The original lingua franca was a tongue actually called Lingua Franca (or Sabir) that was employed
for commerce in the Mediterranean area during the Middle Ages. Now extinct, it had Italian as its base
with a mixture of words from Spanish, French, Greek, and Arabic. The designation “Lingua Franca”
[language of the Franks] came about because the Arabs in the medieval period used to refer to Western
Europeans in general as “Franks.” Occasionally the term lingua franca is applied to a fully established
formal language; thus, formerly it was said that French was the lingua franca of diplomacy.

Questions for Discussion


4.1
4.1.1 Describe the language rights.
4.1.2 Determine the rights of the speakers as regards their language.
4.1.3 Suggest some real measures of observing language rights in your country.

4.2
4.2.1. Describe the situation of diglossia in a society.
4.2.2 a) Analyse the differences in use and form of the two languages from the same speech community
according to Ch.

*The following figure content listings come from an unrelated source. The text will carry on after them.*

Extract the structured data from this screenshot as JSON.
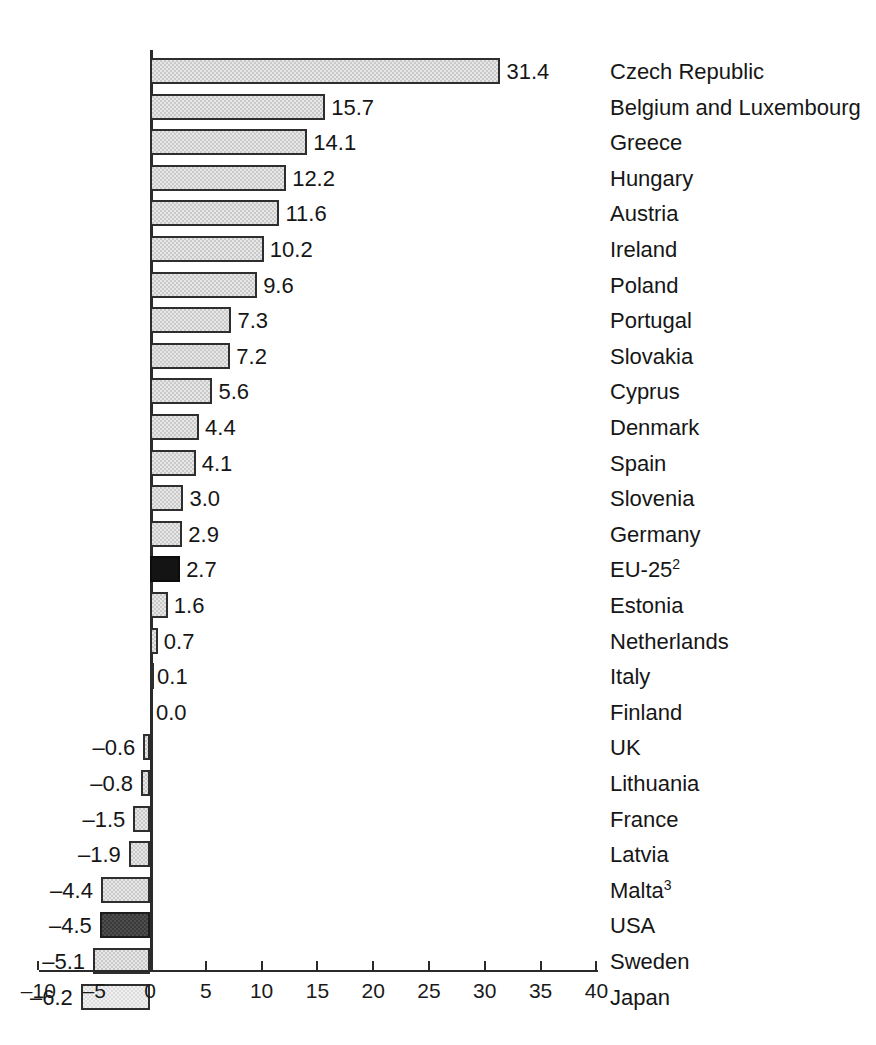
{
  "chart_data": {
    "type": "bar",
    "orientation": "horizontal",
    "title": "",
    "subtitle": "",
    "xlabel": "",
    "ylabel": "",
    "xlim": [
      -10,
      40
    ],
    "xticks": [
      -10,
      -5,
      0,
      5,
      10,
      15,
      20,
      25,
      30,
      35,
      40
    ],
    "xtick_labels": [
      "–10",
      "–5",
      "0",
      "5",
      "10",
      "15",
      "20",
      "25",
      "30",
      "35",
      "40"
    ],
    "grid": false,
    "legend": "none",
    "categories": [
      "Czech Republic",
      "Belgium and Luxembourg",
      "Greece",
      "Hungary",
      "Austria",
      "Ireland",
      "Poland",
      "Portugal",
      "Slovakia",
      "Cyprus",
      "Denmark",
      "Spain",
      "Slovenia",
      "Germany",
      "EU-25",
      "Estonia",
      "Netherlands",
      "Italy",
      "Finland",
      "UK",
      "Lithuania",
      "France",
      "Latvia",
      "Malta",
      "USA",
      "Sweden",
      "Japan"
    ],
    "values": [
      31.4,
      15.7,
      14.1,
      12.2,
      11.6,
      10.2,
      9.6,
      7.3,
      7.2,
      5.6,
      4.4,
      4.1,
      3.0,
      2.9,
      2.7,
      1.6,
      0.7,
      0.1,
      0.0,
      -0.6,
      -0.8,
      -1.5,
      -1.9,
      -4.4,
      -4.5,
      -5.1,
      -6.2
    ],
    "value_labels": [
      "31.4",
      "15.7",
      "14.1",
      "12.2",
      "11.6",
      "10.2",
      "9.6",
      "7.3",
      "7.2",
      "5.6",
      "4.4",
      "4.1",
      "3.0",
      "2.9",
      "2.7",
      "1.6",
      "0.7",
      "0.1",
      "0.0",
      "–0.6",
      "–0.8",
      "–1.5",
      "–1.9",
      "–4.4",
      "–4.5",
      "–5.1",
      "–6.2"
    ],
    "category_superscripts": [
      "",
      "",
      "",
      "",
      "",
      "",
      "",
      "",
      "",
      "",
      "",
      "",
      "",
      "",
      "2",
      "",
      "",
      "",
      "",
      "",
      "",
      "",
      "",
      "3",
      "",
      "",
      ""
    ],
    "bar_tones": [
      "mid",
      "mid",
      "mid",
      "mid",
      "mid",
      "mid",
      "mid",
      "mid",
      "mid",
      "mid",
      "mid",
      "mid",
      "mid",
      "mid",
      "black",
      "mid",
      "mid",
      "mid",
      "mid",
      "mid",
      "mid",
      "mid",
      "mid",
      "mid",
      "dark",
      "mid",
      "light"
    ],
    "colors": {
      "bar_mid": "#c9c9c9",
      "bar_light": "#dcdcdc",
      "bar_dark": "#3a3a3a",
      "bar_black": "#141414",
      "bar_outline": "#2e2e2e",
      "axis": "#2a2a2a",
      "text": "#161616",
      "background": "#ffffff"
    }
  }
}
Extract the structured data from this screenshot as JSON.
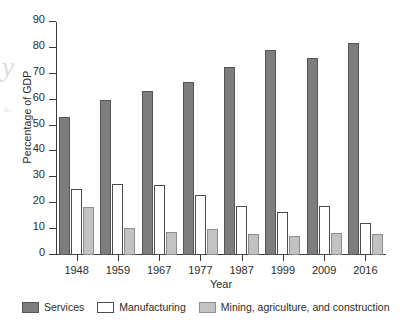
{
  "chart_data": {
    "type": "bar",
    "title": "",
    "xlabel": "Year",
    "ylabel": "Percentage of GDP",
    "categories": [
      "1948",
      "1959",
      "1967",
      "1977",
      "1987",
      "1999",
      "2009",
      "2016"
    ],
    "series": [
      {
        "name": "Services",
        "color": "#7d7d7d",
        "values": [
          53.5,
          60.0,
          63.5,
          67.0,
          72.5,
          79.0,
          76.0,
          82.0
        ]
      },
      {
        "name": "Manufacturing",
        "color": "#ffffff",
        "values": [
          25.5,
          27.5,
          27.0,
          23.0,
          19.0,
          16.5,
          19.0,
          12.5
        ]
      },
      {
        "name": "Mining, agriculture, and construction",
        "color": "#c2c2c2",
        "values": [
          18.5,
          10.5,
          9.0,
          10.0,
          8.0,
          7.5,
          8.5,
          8.0
        ]
      }
    ],
    "ylim": [
      0,
      90
    ],
    "yticks": [
      0,
      10,
      20,
      30,
      40,
      50,
      60,
      70,
      80,
      90
    ],
    "ytick_labels": [
      "0",
      "10",
      "20",
      "30",
      "40",
      "50",
      "60",
      "70",
      "80",
      "90"
    ],
    "grid": false,
    "legend_position": "bottom"
  },
  "artifacts": {
    "bleed_letter": "y",
    "bleed_mark": "s."
  }
}
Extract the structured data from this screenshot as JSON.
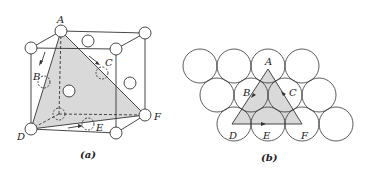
{
  "figure_a": {
    "caption": "(a)",
    "labels": {
      "A": "A",
      "B": "B",
      "C": "C",
      "D": "D",
      "E": "E",
      "F": "F"
    },
    "description": "FCC unit cell with shaded (111) close-packed plane ADF; arrows show slip directions"
  },
  "figure_b": {
    "caption": "(b)",
    "labels": {
      "A": "A",
      "B": "B",
      "C": "C",
      "D": "D",
      "E": "E",
      "F": "F"
    },
    "description": "Close-packed atom layer with triangle ADF marking the (111) plane"
  },
  "colors": {
    "shade": "#d9d9d9",
    "line": "#333333"
  }
}
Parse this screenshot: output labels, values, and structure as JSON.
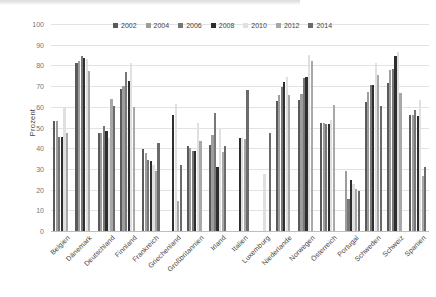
{
  "chart_data": {
    "type": "bar",
    "title": "",
    "subtitle": "",
    "xlabel": "",
    "ylabel": "Prozent",
    "ylim": [
      0,
      100
    ],
    "ytick_step": 10,
    "yticks": [
      "100",
      "90",
      "80",
      "70",
      "60",
      "50",
      "40",
      "30",
      "20",
      "10",
      "0"
    ],
    "grid": true,
    "grid_axis": "y",
    "legend_position": "top-center",
    "categories": [
      "Belgien",
      "Dänemark",
      "Deutschland",
      "Finnland",
      "Frankreich",
      "Griechenland",
      "Großbritannien",
      "Irland",
      "Italien",
      "Luxemburg",
      "Niederlande",
      "Norwegen",
      "Österreich",
      "Portugal",
      "Schweden",
      "Schweiz",
      "Spanien"
    ],
    "series": [
      {
        "name": "2002",
        "color": "#5a5a5a",
        "values": [
          53.0,
          81.0,
          47.5,
          68.5,
          39.5,
          null,
          41.0,
          41.5,
          null,
          null,
          63.0,
          63.5,
          52.0,
          null,
          62.5,
          71.5,
          56.0
        ]
      },
      {
        "name": "2004",
        "color": "#9d9d9d",
        "values": [
          53.0,
          82.0,
          47.5,
          70.0,
          37.5,
          null,
          40.0,
          46.5,
          null,
          null,
          65.5,
          66.0,
          52.0,
          29.0,
          67.0,
          78.0,
          56.0
        ]
      },
      {
        "name": "2006",
        "color": "#777777",
        "values": [
          45.5,
          84.5,
          50.5,
          77.0,
          34.5,
          null,
          38.5,
          57.0,
          null,
          null,
          69.5,
          74.0,
          51.5,
          15.5,
          70.5,
          78.5,
          58.5
        ]
      },
      {
        "name": "2008",
        "color": "#2e2e2e",
        "values": [
          45.5,
          83.5,
          48.5,
          72.5,
          34.0,
          56.0,
          38.5,
          31.0,
          45.0,
          null,
          72.0,
          74.5,
          51.5,
          24.5,
          70.5,
          84.5,
          55.5
        ]
      },
      {
        "name": "2010",
        "color": "#e0e0e0",
        "values": [
          60.0,
          83.0,
          45.0,
          81.0,
          32.0,
          61.5,
          52.0,
          49.5,
          45.0,
          27.5,
          74.5,
          85.0,
          53.5,
          22.5,
          81.0,
          86.5,
          63.5
        ]
      },
      {
        "name": "2012",
        "color": "#a8a8a8",
        "values": [
          47.5,
          77.5,
          64.0,
          60.0,
          29.0,
          14.5,
          43.5,
          38.0,
          44.5,
          null,
          65.5,
          82.0,
          61.0,
          20.5,
          75.5,
          66.5,
          26.5
        ]
      },
      {
        "name": "2014",
        "color": "#6b6b6b",
        "values": [
          null,
          null,
          60.5,
          null,
          42.5,
          32.0,
          null,
          41.0,
          68.0,
          47.5,
          null,
          null,
          null,
          19.5,
          60.5,
          null,
          31.0
        ]
      }
    ]
  },
  "legend": {
    "items": [
      {
        "label": "2002",
        "color": "#5a5a5a"
      },
      {
        "label": "2004",
        "color": "#9d9d9d"
      },
      {
        "label": "2006",
        "color": "#777777"
      },
      {
        "label": "2008",
        "color": "#2e2e2e"
      },
      {
        "label": "2010",
        "color": "#e0e0e0"
      },
      {
        "label": "2012",
        "color": "#a8a8a8"
      },
      {
        "label": "2014",
        "color": "#6b6b6b"
      }
    ]
  }
}
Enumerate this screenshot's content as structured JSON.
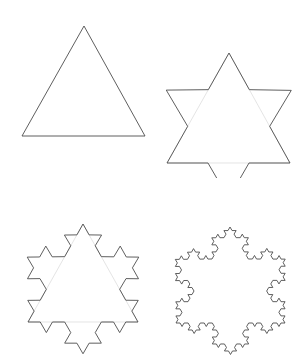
{
  "page": {
    "background_color": "#ffffff",
    "width": 308,
    "height": 357
  },
  "style": {
    "stroke_color": "#4d4d4d",
    "stroke_width": 0.9,
    "ghost_stroke_color": "#d8d8d8",
    "ghost_stroke_width": 0.7,
    "fill": "none"
  },
  "chart_data": {
    "type": "line",
    "xlabel": "",
    "ylabel": "",
    "grid": false,
    "legend": "none",
    "layout": {
      "rows": 2,
      "columns": 2,
      "cell_width": 154,
      "cell_height": 178,
      "order": [
        "iteration-0",
        "iteration-1",
        "iteration-2",
        "iteration-3"
      ]
    },
    "series": [
      {
        "name": "iteration-0",
        "label": "Equilateral triangle",
        "iteration": 0,
        "segments": 3,
        "cell": [
          0,
          0
        ],
        "viewbox": [
          0,
          0,
          154,
          178
        ],
        "base_triangle": {
          "apex": [
            84,
            26
          ],
          "bottom_left": [
            22,
            136
          ],
          "bottom_right": [
            145,
            136
          ]
        },
        "ghost": false
      },
      {
        "name": "iteration-1",
        "label": "Star of David (first iteration)",
        "iteration": 1,
        "segments": 12,
        "cell": [
          0,
          1
        ],
        "viewbox": [
          0,
          0,
          154,
          178
        ],
        "base_triangle": {
          "apex": [
            75,
            53
          ],
          "bottom_left": [
            13,
            163
          ],
          "bottom_right": [
            136,
            163
          ]
        },
        "bounds": {
          "top": 28,
          "bottom": 172,
          "left": 12,
          "right": 138
        },
        "ghost": true
      },
      {
        "name": "iteration-2",
        "label": "Second iteration",
        "iteration": 2,
        "segments": 48,
        "cell": [
          1,
          0
        ],
        "viewbox": [
          0,
          0,
          154,
          178
        ],
        "base_triangle": {
          "apex": [
            83,
            45
          ],
          "bottom_left": [
            28,
            143
          ],
          "bottom_right": [
            138,
            143
          ]
        },
        "bounds": {
          "top": 9,
          "bottom": 157,
          "left": 20,
          "right": 145
        },
        "ghost": true
      },
      {
        "name": "iteration-3",
        "label": "Third iteration",
        "iteration": 3,
        "segments": 192,
        "cell": [
          1,
          1
        ],
        "viewbox": [
          0,
          0,
          154,
          178
        ],
        "base_triangle": {
          "apex": [
            76,
            48
          ],
          "bottom_left": [
            22,
            144
          ],
          "bottom_right": [
            131,
            144
          ]
        },
        "bounds": {
          "top": 11,
          "bottom": 161,
          "left": 12,
          "right": 141
        },
        "ghost": false
      }
    ]
  }
}
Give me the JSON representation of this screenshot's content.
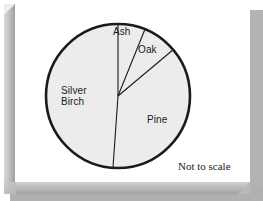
{
  "figure": {
    "note": "Not to scale",
    "frame_color": "#b3b3b3",
    "background_color": "#ffffff"
  },
  "chart_data": {
    "type": "pie",
    "title": "",
    "subtitle": "",
    "xlabel": "",
    "ylabel": "",
    "legend_position": "none",
    "grid": false,
    "not_to_scale": true,
    "center": {
      "x": 118,
      "y": 96
    },
    "radius": 72,
    "start_angle_deg": -90,
    "direction": "clockwise",
    "slice_fill": "#ececec",
    "slice_stroke": "#1a1a1a",
    "outline_width": 2.6,
    "divider_width": 1.1,
    "categories": [
      "Ash",
      "Oak",
      "Pine",
      "Silver Birch"
    ],
    "values": [
      22,
      28,
      134,
      176
    ],
    "value_units": "degrees",
    "slices": [
      {
        "label": "Ash",
        "angle_deg": 22,
        "start_deg": -90,
        "end_deg": -68,
        "label_x": 113,
        "label_y": 26,
        "fill": "#ececec"
      },
      {
        "label": "Oak",
        "angle_deg": 28,
        "start_deg": -68,
        "end_deg": -40,
        "label_x": 138,
        "label_y": 44,
        "fill": "#ececec"
      },
      {
        "label": "Pine",
        "angle_deg": 134,
        "start_deg": -40,
        "end_deg": 94,
        "label_x": 147,
        "label_y": 114,
        "fill": "#ececec"
      },
      {
        "label": "Silver\nBirch",
        "label_line1": "Silver",
        "label_line2": "Birch",
        "angle_deg": 176,
        "start_deg": 94,
        "end_deg": 270,
        "label_x": 61,
        "label_y": 85,
        "fill": "#ececec"
      }
    ]
  }
}
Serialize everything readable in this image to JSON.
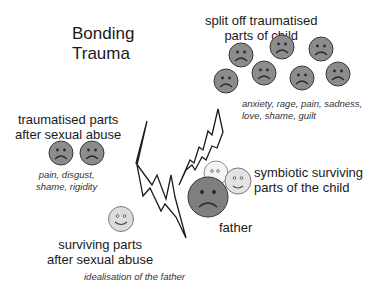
{
  "title": [
    "Bonding",
    "Trauma"
  ],
  "groups": {
    "split_off": {
      "heading": [
        "split off traumatised",
        "parts of child"
      ],
      "note": [
        "anxiety, rage, pain, sadness,",
        "love, shame, guilt"
      ],
      "face_count": 7,
      "face_type": "sad"
    },
    "traumatised_after_abuse": {
      "heading": [
        "traumatised parts",
        "after sexual abuse"
      ],
      "note": [
        "pain, disgust,",
        "shame, rigidity"
      ],
      "face_count": 2,
      "face_type": "sad"
    },
    "surviving_after_abuse": {
      "heading": [
        "surviving parts",
        "after sexual abuse"
      ],
      "note": [
        "idealisation of the father"
      ],
      "face_count": 1,
      "face_type": "happy"
    },
    "symbiotic": {
      "heading": [
        "symbiotic surviving",
        "parts of the child"
      ],
      "face_count": 2,
      "face_type": "neutral/happy"
    },
    "father": {
      "label": "father",
      "face_type": "sad"
    }
  },
  "colors": {
    "sad_face": "#8c8c8c",
    "father_face": "#7f7f7f",
    "light_face": "#dcdcdc",
    "outline": "#3a3a3a",
    "bolt_stroke": "#1a1a1a"
  },
  "symbols": [
    "lightning-bolt-left",
    "lightning-bolt-right"
  ]
}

Ferguson.
b) Compare the difference between code switching and diglossia.
4.2.3 Evaluate the role of diglossia in a multilingual society.

4.3
4.3.1 a) Outline the main linguistic features of a pidgin. Point out the reasons that lead to the appearance
of a pidgin.
b) Characterise lingua franca as a pidgin.
4.3.2 a) Determine the difference between superstrate language and the substrate languages.
b) Identify the linguistic and extra linguistic factors that lead to creolisation.
4.3.3 Predict the future of Pidgin Englishes.